Michael Gove, the Shadow Schools Secretary, tops the list of earners, disclosing that he works for “an hour or so” a week writing a column in The Times, for which he is paid £5,000 a month. Francis Maude, in charge of preparing for an incoming Conservative government, earns more than £6,000 a day for his work as an adviser to Barclays Bank.
Mr Cameron said that by the end of December almost all his Shadow ministers would be able to focus all their efforts on “setting out our credentials as an alternative government”.
Gordon Brown, meanwhile, faced fresh humiliation after he was forced to scrap a legally binding code of conduct for MPs when he bowed to pressure from his own sleaze watchdog and Michael Jack, the Clerk of the Commons, among others.
The Prime Minister had repeatedly boasted that he wanted to introduce a code, enshrined in law, “which sets out the responsibilities, the code of conduct for MPs”. However, Mr Jack, the Commons’ most senior official, protested that this would interfere with parliamentary privilege.
Government sources confirmed that the proposed code was being withdrawn, insisting that the financial elements of the existing code of conduct were already elsewhere in the Bill.
The Tories revealed their own concerns about the Bill, putting down “exploratory” amendments to scrap the three new offences of claiming falsely on expenses, promoting outside interests for money and failing to declare second jobs.
Alan Duncan, the Shadow Commons Leader, said that his party had particular concerns that the proposed law on expenses duplicated the Theft Act.
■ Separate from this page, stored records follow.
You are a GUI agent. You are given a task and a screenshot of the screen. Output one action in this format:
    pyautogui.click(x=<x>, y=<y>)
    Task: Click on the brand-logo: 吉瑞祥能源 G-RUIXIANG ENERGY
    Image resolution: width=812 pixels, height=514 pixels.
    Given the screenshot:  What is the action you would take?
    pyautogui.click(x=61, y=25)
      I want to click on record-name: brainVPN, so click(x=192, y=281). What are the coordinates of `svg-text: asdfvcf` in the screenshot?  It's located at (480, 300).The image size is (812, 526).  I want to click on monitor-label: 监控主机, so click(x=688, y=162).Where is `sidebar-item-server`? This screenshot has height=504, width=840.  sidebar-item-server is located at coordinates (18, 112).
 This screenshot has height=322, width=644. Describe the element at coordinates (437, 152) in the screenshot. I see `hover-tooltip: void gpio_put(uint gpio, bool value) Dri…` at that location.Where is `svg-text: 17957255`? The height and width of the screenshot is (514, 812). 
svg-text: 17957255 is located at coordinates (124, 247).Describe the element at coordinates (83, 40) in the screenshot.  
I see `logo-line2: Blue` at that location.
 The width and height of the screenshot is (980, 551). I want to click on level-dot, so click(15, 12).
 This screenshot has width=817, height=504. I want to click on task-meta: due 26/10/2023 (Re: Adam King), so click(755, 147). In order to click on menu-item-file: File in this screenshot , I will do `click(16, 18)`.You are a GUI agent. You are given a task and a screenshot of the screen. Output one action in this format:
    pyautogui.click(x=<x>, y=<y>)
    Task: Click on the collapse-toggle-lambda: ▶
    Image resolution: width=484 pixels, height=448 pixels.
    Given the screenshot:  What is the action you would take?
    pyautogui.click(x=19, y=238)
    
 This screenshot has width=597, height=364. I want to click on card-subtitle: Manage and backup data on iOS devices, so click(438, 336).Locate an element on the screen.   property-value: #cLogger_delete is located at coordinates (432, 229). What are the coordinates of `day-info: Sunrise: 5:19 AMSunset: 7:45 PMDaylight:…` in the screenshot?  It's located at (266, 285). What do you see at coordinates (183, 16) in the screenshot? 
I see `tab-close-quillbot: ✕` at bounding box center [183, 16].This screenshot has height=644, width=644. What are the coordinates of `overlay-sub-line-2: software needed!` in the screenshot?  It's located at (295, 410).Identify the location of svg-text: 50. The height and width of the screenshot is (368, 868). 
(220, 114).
Tory sources told The Times, however, that they would still support the laws banning the promotion of outside interests and failing to declare second jobs.
Sir Philip Mawer, Mr Brown’s adviser on ministerial interests, said that proposed disciplinary procedures for misbehaving MPs were “a recipe for delay, cost and confusion”. In evidence to the Committee on Standards in Public Life, he voiced concerns that the speed with which they were being hurried on to the statute book may result in a flawed reform.
Mr Cameron said yesterday that having a second job was not incompatible with being a good MP. “There are idle MPs with no outside interests and there are fantastic public servants that do have them,” he said. “My Shadow Cabinet have, however, recognised that we are in a particular period at the end of a five-year Parliament, where it does become necessary to demonstrate 100 per cent focus on Parliament, politics and setting out our credentials as an alternative government so they have decided that from the end of December they won’t have any outside interests.”
Reforms coming into force from tomorrow mean that all MPs will be obliged to list hours and details of pay for outside work. Previously, MPs have had to name their outside employers and directorships in the Register of Members’ Interests but have never had to reveal how long they spend on the work, and needed to give an indication of how much they were paid only if the job related to their work as an MP.
Some high-earning Tory frontbenchers, including William Hague, the Shadow Foreign Secretary, have already indicated that they are to give up outside roles. Mr Hague earned about £230,000 last year from after-dinner speeches, advice to private companies and writing books.